A rather robust article about Esther Philips, a singer whom I'm aware of, but have not listened to as often as she perhaps deserves.
...wearing a floral-print blouse and gray flannel slacks, surrounded by two dozen singers and musicians—all of them white—she stepped up to the microphone and began to sing. She casually stretched the first syllable over the beat—“Toooo-day I passed you on the street”—before sliding into the song’s familiar melody and words. “And my heart fell at your feet.” She came in low on the chorus: “Oh, I can’t help it,” she sang, sounding stunned, shaken up, “if I’m still in love with you.” The angelic voices of the Anita Kerr Singers answered her, as did a vibrato guitar and a piano playing a bluesy riff. In the second verse she sounded even more wounded, pausing before the words as if it hurt too much to go on, then pushing the melody—confidently—like a jazz singer. She knew this tune, Hank Williams’s “I Can’t Help It (If I’m Still in Love With You),” like she knew her own heart, and by the third chorus she couldn’t hold back her anguish anymore. “I just can’t—I just can’t help it if I’m still in love with you!”
It was a remarkable performance, as dark and emotional as anything its haunted writer could have imagined. The musicians playing and singing around her—members of the Nashville A-Team—had backed up some soulful singers before. But they had never heard anyone like Phillips, who had so much control over her voice, who seemed to be able to do anything she wanted with it—and yet who also understood timing, using the space between the sounds to convey what she felt. When the song was over, some of the musicians set aside their instruments and applauded. “Esther, that was out of this world,” said one of them.
...the album that resulted from her Nashville sessions—eventually titled "The Country Side of Esther Phillips"—is an ignored classic, a collection of country covers that sounds as soulful and sad today as it did six decades ago.
Until recently, I’d never heard of it. I’ve listened to Phillips’s music for years—her early blues and R&B, her covers of pop hits, her sophisticated jazz, her mid-seventies disco—and loved her deep, powerful voice. Yet somehow this album, which belongs in the sixties pantheon alongside the likes of Johnny Cash’s "At Folsom Prison" and Tammy Wynette’s "Stand By Your Man", escaped my attention, and that of nearly every other music fan I’ve asked about it.
#WomensMusic #WomensCreativity

Texas Monthly
The R&B Singer Who Recorded the Greatest Country Album You’ve Never Heard
The First Lady of Black country is from Houston, but her name isn’t Beyoncé. It’s Esther Phillips.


** What you will do **
When a line below holds the string "held", show that line.

---------- Entries supplied ----------

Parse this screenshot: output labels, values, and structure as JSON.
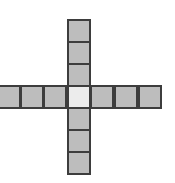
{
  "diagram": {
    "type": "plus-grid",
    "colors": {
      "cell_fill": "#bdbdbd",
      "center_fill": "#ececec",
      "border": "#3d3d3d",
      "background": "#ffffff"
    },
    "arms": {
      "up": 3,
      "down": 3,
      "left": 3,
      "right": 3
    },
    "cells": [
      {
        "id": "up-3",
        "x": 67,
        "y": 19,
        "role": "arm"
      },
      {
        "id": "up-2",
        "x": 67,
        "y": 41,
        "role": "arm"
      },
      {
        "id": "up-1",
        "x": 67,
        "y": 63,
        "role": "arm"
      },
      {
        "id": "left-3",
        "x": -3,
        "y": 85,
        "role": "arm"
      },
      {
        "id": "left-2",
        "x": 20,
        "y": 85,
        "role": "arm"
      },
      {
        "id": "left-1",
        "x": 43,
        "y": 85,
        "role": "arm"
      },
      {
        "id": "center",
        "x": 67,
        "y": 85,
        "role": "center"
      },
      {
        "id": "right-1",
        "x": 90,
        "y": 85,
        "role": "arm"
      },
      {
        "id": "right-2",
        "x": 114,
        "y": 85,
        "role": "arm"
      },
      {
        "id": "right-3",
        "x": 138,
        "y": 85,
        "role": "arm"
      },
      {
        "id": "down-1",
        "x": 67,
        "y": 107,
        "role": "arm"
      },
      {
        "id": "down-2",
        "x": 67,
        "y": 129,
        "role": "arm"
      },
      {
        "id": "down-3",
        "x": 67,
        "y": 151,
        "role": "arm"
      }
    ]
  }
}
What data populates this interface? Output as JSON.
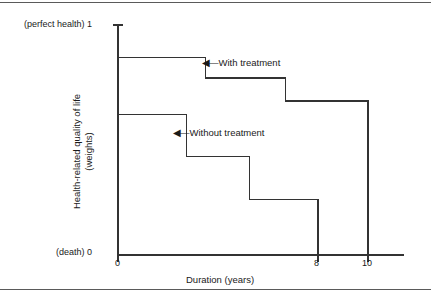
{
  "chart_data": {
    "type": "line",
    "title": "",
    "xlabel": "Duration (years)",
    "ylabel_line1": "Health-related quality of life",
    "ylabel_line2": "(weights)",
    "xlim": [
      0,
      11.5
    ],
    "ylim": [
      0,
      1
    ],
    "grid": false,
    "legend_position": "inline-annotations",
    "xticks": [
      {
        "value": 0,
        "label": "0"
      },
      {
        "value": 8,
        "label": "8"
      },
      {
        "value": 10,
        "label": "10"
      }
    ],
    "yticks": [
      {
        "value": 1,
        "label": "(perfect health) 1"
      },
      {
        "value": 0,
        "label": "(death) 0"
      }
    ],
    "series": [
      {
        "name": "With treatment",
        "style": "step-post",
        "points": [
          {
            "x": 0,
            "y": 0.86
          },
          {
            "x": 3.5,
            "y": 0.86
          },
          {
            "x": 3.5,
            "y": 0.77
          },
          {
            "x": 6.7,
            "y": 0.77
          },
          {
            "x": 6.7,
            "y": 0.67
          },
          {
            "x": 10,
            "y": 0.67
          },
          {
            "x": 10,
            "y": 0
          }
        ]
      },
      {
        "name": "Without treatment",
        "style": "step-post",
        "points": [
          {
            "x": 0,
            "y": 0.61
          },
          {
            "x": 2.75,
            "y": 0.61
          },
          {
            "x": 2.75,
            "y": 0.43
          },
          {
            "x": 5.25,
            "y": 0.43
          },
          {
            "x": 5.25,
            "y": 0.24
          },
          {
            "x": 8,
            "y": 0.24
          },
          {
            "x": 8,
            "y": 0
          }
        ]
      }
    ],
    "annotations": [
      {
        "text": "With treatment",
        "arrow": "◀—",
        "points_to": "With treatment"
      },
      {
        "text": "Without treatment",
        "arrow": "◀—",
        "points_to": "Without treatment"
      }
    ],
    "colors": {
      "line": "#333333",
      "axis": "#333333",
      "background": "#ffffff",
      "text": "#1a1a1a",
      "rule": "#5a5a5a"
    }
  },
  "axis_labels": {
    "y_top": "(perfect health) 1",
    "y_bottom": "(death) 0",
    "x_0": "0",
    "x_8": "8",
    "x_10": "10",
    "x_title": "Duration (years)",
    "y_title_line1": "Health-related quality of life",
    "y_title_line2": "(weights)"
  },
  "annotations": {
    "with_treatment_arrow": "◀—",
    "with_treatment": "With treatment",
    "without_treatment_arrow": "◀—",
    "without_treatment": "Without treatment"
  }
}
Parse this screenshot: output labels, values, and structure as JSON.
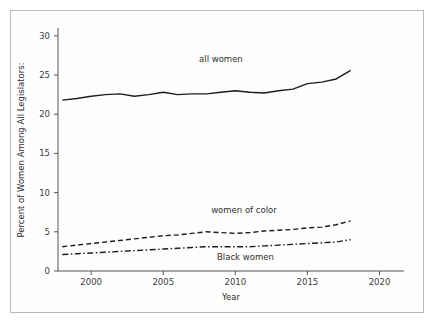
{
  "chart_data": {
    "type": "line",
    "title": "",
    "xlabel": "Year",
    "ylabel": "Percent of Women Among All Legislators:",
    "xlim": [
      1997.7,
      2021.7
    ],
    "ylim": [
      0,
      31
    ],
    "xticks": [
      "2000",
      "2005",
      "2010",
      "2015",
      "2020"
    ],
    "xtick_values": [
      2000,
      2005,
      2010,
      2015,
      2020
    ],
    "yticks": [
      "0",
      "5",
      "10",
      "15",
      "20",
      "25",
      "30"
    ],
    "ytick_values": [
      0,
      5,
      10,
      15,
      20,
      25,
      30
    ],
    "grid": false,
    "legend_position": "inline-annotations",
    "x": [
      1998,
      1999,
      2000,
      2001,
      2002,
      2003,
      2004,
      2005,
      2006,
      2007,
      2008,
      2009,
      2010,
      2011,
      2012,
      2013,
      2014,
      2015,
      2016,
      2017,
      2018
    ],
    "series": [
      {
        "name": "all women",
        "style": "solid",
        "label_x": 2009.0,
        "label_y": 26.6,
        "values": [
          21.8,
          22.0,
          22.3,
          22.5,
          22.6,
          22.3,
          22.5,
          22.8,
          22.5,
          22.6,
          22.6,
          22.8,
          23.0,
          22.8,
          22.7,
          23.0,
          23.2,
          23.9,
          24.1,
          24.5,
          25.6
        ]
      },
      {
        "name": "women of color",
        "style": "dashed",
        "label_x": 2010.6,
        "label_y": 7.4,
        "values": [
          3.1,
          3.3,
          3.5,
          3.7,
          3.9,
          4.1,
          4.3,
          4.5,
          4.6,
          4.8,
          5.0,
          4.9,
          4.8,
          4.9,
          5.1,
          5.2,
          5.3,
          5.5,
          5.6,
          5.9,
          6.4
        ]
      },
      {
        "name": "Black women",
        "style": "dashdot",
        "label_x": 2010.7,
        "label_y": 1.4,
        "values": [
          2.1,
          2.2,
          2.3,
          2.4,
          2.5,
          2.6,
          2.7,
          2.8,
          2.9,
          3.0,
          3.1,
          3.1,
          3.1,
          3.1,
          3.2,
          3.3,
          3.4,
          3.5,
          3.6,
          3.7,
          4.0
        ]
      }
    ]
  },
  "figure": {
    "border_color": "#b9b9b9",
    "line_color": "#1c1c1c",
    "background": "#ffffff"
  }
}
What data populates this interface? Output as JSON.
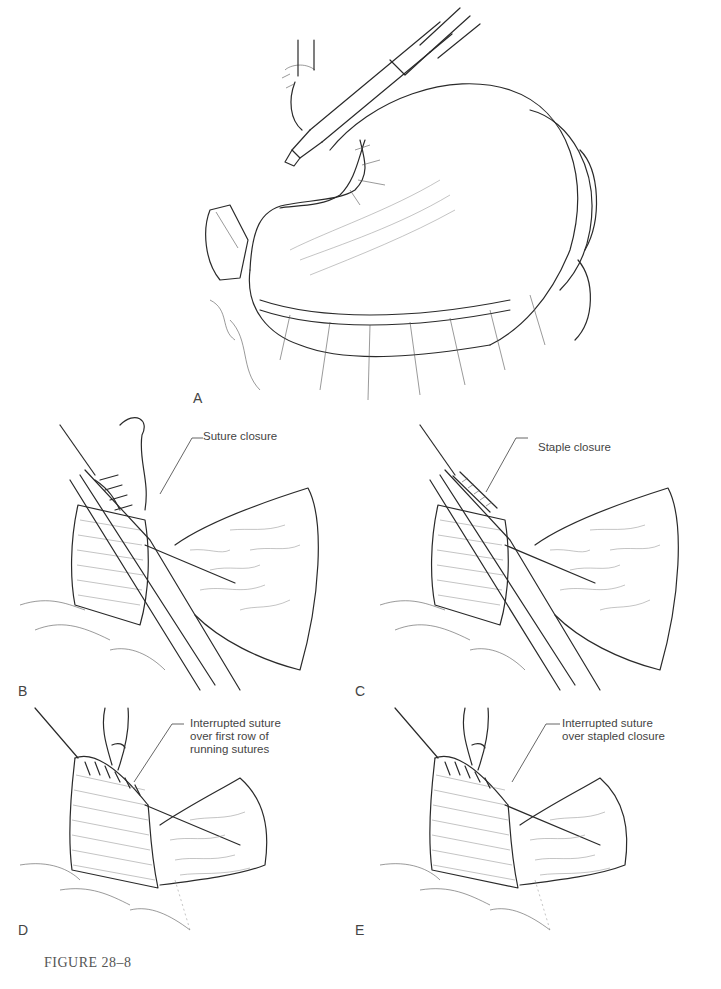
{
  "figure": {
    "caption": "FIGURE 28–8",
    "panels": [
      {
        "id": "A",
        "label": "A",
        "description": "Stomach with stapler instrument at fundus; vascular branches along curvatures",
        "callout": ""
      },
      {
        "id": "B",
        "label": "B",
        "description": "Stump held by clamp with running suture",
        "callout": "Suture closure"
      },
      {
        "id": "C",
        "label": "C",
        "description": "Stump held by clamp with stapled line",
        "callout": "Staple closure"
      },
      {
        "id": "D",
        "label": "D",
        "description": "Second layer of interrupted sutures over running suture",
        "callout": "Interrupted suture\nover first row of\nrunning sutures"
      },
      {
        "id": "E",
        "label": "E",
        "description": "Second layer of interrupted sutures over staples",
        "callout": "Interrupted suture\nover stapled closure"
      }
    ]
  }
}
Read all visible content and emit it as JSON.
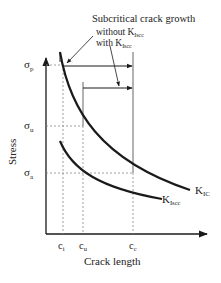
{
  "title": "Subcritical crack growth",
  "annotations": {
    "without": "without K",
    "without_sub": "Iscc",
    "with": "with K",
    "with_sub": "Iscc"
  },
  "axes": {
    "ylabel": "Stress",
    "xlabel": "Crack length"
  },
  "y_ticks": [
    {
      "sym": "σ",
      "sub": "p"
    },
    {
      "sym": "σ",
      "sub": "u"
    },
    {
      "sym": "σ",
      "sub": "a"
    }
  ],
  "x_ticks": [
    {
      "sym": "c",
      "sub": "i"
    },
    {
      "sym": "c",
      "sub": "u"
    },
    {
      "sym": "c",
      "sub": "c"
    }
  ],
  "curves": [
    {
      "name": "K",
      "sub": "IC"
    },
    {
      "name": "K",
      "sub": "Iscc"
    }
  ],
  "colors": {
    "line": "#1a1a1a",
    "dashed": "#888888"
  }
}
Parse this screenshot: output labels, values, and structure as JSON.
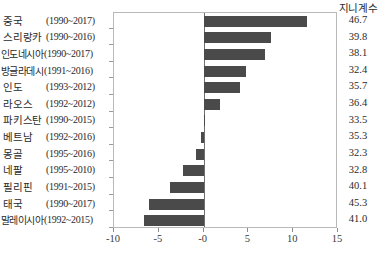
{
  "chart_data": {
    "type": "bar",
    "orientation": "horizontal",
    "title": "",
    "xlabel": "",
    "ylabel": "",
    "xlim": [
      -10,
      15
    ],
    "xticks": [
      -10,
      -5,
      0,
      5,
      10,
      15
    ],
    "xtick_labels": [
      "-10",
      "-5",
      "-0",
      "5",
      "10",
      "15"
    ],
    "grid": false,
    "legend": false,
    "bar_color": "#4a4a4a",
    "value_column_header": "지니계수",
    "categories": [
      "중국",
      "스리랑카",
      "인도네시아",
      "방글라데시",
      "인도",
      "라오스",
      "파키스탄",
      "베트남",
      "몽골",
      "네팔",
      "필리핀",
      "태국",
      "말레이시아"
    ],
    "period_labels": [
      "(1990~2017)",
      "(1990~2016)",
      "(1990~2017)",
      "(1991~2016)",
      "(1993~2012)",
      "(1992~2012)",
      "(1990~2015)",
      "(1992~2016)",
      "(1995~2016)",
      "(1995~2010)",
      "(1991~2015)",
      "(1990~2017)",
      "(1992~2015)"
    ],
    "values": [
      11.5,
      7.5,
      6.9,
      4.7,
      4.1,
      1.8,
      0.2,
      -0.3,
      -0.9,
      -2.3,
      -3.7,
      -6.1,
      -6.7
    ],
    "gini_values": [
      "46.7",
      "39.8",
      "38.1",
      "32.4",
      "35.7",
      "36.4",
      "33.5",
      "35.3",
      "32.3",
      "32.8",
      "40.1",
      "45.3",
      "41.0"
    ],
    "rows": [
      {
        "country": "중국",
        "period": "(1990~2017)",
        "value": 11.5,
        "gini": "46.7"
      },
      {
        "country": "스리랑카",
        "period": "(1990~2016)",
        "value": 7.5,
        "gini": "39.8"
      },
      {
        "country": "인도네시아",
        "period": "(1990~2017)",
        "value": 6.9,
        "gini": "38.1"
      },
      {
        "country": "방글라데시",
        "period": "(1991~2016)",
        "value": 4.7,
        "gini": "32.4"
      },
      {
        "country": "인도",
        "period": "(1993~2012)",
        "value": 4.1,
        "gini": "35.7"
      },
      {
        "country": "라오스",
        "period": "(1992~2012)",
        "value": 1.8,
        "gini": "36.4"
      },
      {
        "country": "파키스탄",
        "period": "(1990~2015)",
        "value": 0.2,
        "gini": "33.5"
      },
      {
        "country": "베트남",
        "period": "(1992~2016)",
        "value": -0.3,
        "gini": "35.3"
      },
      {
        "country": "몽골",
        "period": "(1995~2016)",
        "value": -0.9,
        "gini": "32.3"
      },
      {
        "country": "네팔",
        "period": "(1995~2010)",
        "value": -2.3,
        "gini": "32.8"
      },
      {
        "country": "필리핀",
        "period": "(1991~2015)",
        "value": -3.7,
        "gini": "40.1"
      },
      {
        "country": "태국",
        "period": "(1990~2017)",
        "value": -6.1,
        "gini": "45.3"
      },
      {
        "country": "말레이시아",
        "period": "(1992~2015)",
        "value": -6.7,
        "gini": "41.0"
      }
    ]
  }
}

----------

** Task solution **
        "description": "Stump held by clamp with running suture",
        "description": "Stump held by clamp with stapled line",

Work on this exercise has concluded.